I have a better idea: let’s train our youth to trust the Bible, and to doubt their doubts. I first heard Tim Keller, in his brilliantly concise manner, say this phrase. Doubt your doubts. You could write a 700-page tome on epistemology and not do much better than those three words. It’s not that the Christian turns off their brain in coming to faith, after all. In fact, conversion requires and activates the full horsepower of the human mind, and the human heart, and the human soul (Matt. 22:34-39). But we learn through Christic conversion to distrust the world’s wisdom, to resist the serpent’s lies, and to nurture a healthy skepticism about all Messiahs who do not descend from heaven itself, who make no atonement for sin, who do not rise out of the grave to sit at the Father’s right hand, and who will not judge the quick and the dead.

And we should see and say this as well: the gateway to beauty, wonder, mystery, authentic humanity, and a full-sensory comprehension of the raw pain, ugliness, madness, and hope of this world runs through the Bible, not around it. Biblical doctrine bursts with meaning; biblical truth no one can master. Who can wrap their arms around the God of Scripture, and bring him down to size? Who can capture the poetic aestheticism of creation ex nihilo, and do justice to it? Who can search out all the depths, and the heights, of salvation extra nos, God reaching into the very world of men to redeem them through death, even death on a cross? Here’s the answer to all these questions: no one.

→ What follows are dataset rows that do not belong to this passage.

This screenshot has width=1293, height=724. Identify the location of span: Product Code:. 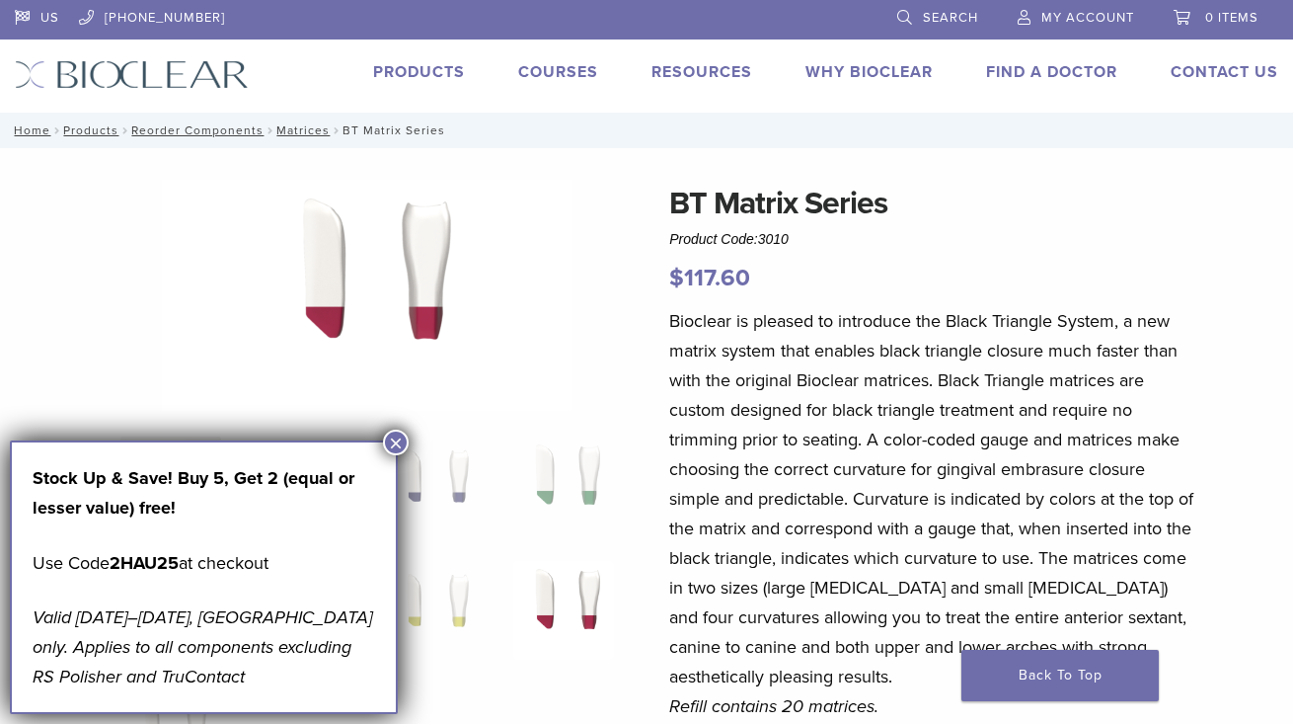
(729, 239).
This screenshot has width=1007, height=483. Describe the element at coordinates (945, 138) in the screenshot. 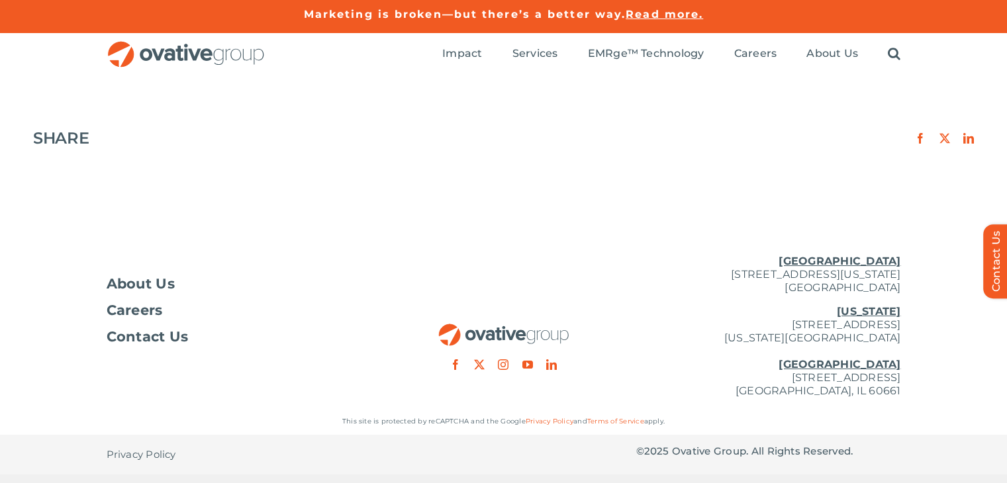

I see `a: X` at that location.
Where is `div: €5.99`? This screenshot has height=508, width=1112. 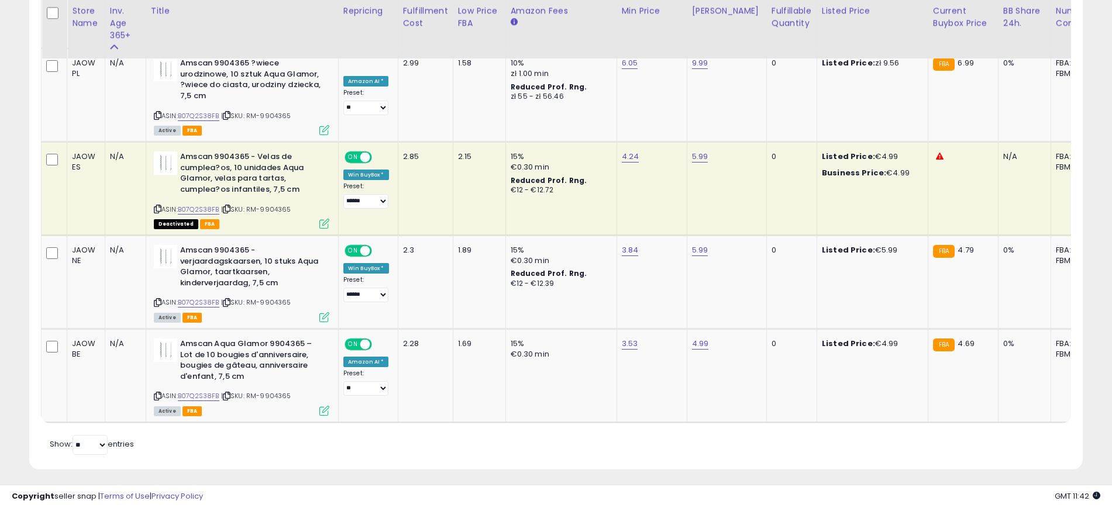
div: €5.99 is located at coordinates (870, 250).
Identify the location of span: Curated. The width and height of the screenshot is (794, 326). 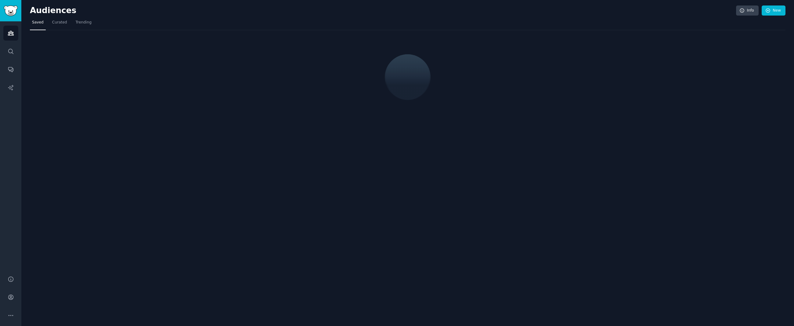
(59, 23).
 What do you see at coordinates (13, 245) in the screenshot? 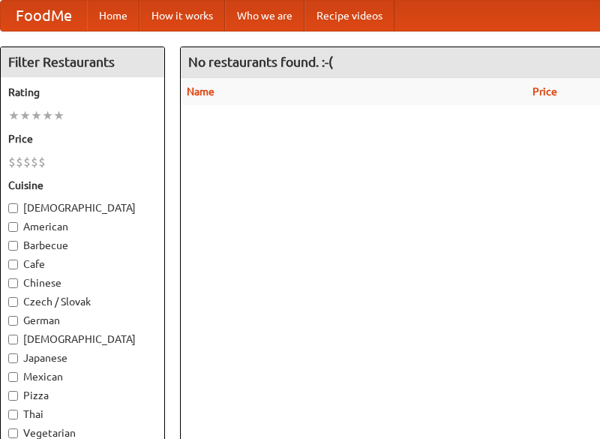
I see `input: Barbecue` at bounding box center [13, 245].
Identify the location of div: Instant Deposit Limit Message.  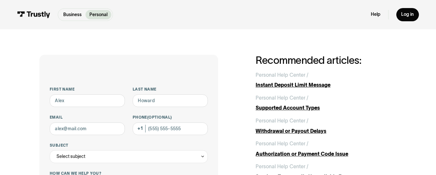
(326, 85).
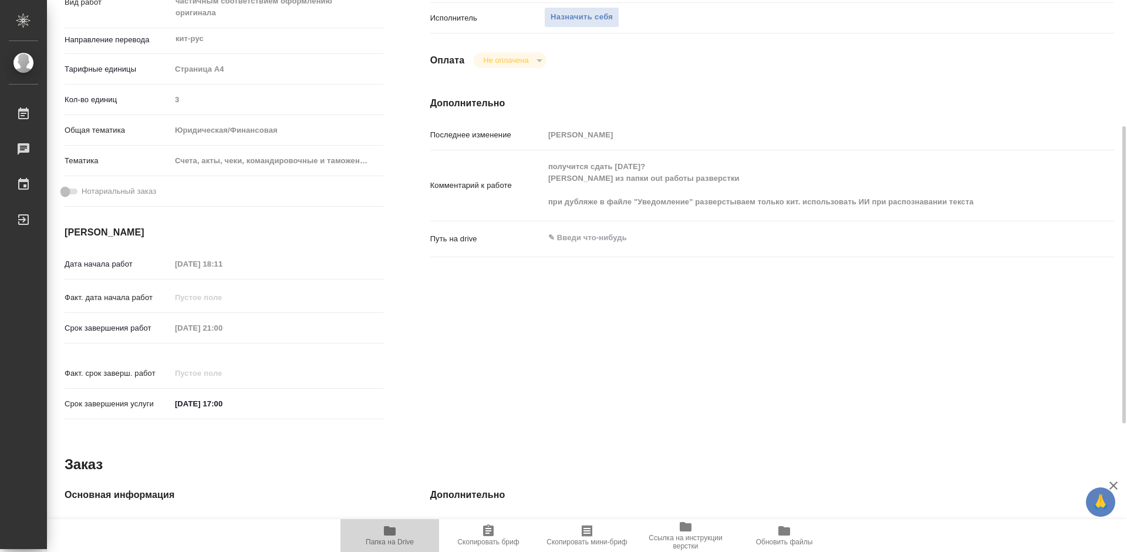 This screenshot has height=552, width=1127. Describe the element at coordinates (390, 535) in the screenshot. I see `button: Папка на Drive` at that location.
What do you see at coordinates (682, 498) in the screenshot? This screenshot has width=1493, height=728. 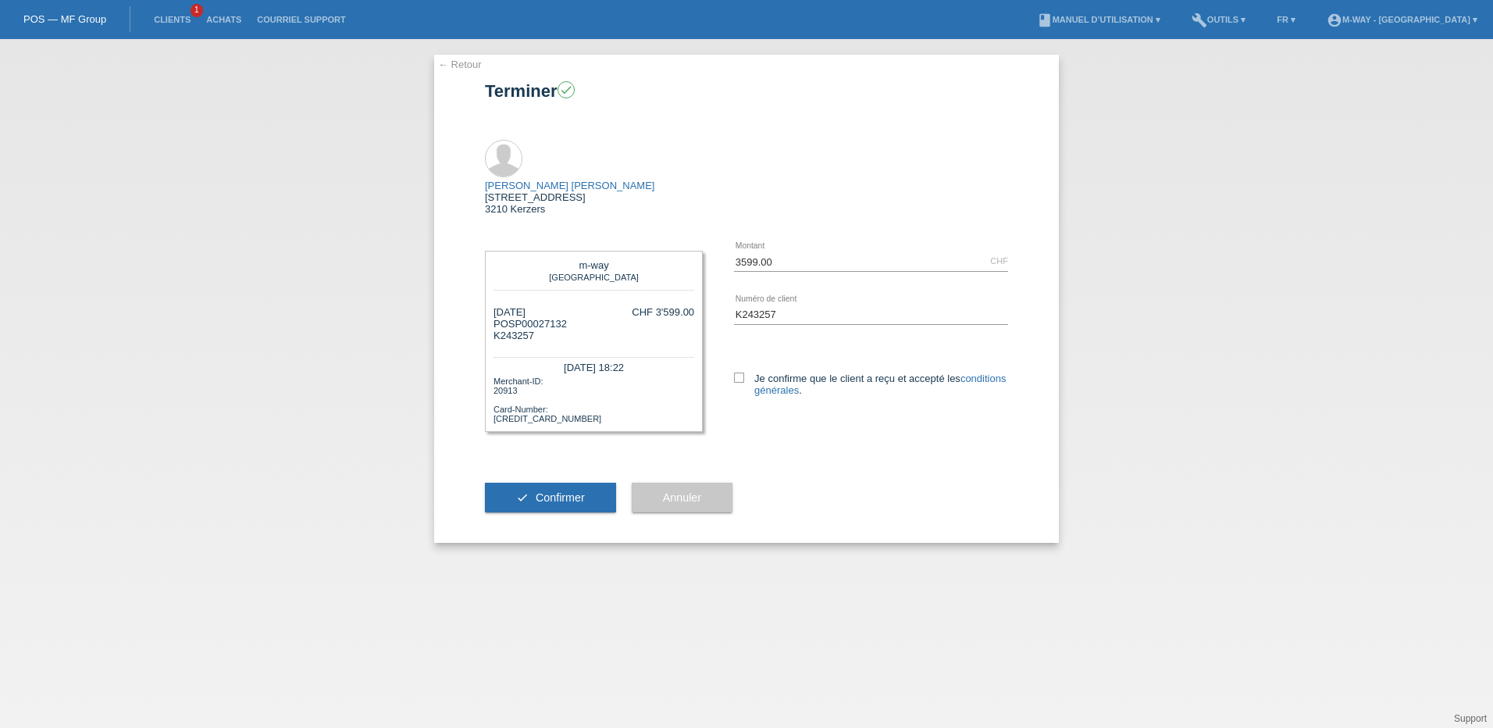 I see `span: Annuler` at bounding box center [682, 498].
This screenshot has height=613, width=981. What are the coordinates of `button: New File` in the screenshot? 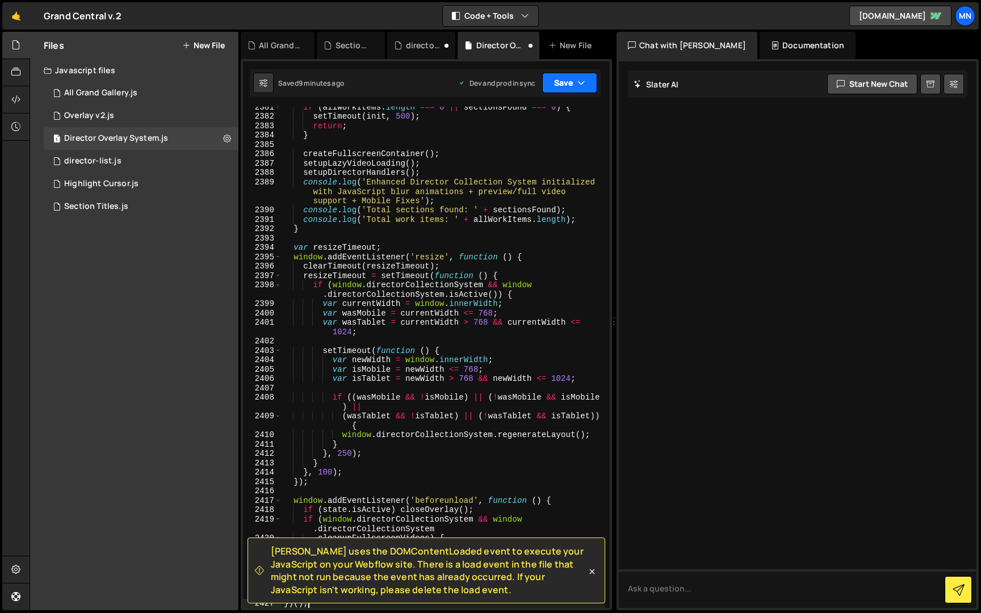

The Christian faith is the gateway to true pleasure, true meaning, true wonder (Psalm 16:11). What does the Psalmist say of the living “knowledge” of God? Such knowledge is too wonderful for me; it is high; I cannot attain it (Psalm 139:6). So it is with us. We love God’s “wonderful” knowledge. We doubt our doubts. We train the church to spot lies. We help the rising generation in particular see that the “post-evangelicals” do not actually break with rigid doctrine. They do not truly make space for free-thinking. They set themselves up as new prophets, bearing inerrant words, ranking as new apostles over the old ones, but they are no such thing. They are, like all of us, deeply fallen; they are, like all of us, in desperate need of the grace of humiliation, and the grace of salvation, and of rethinking their rethinking.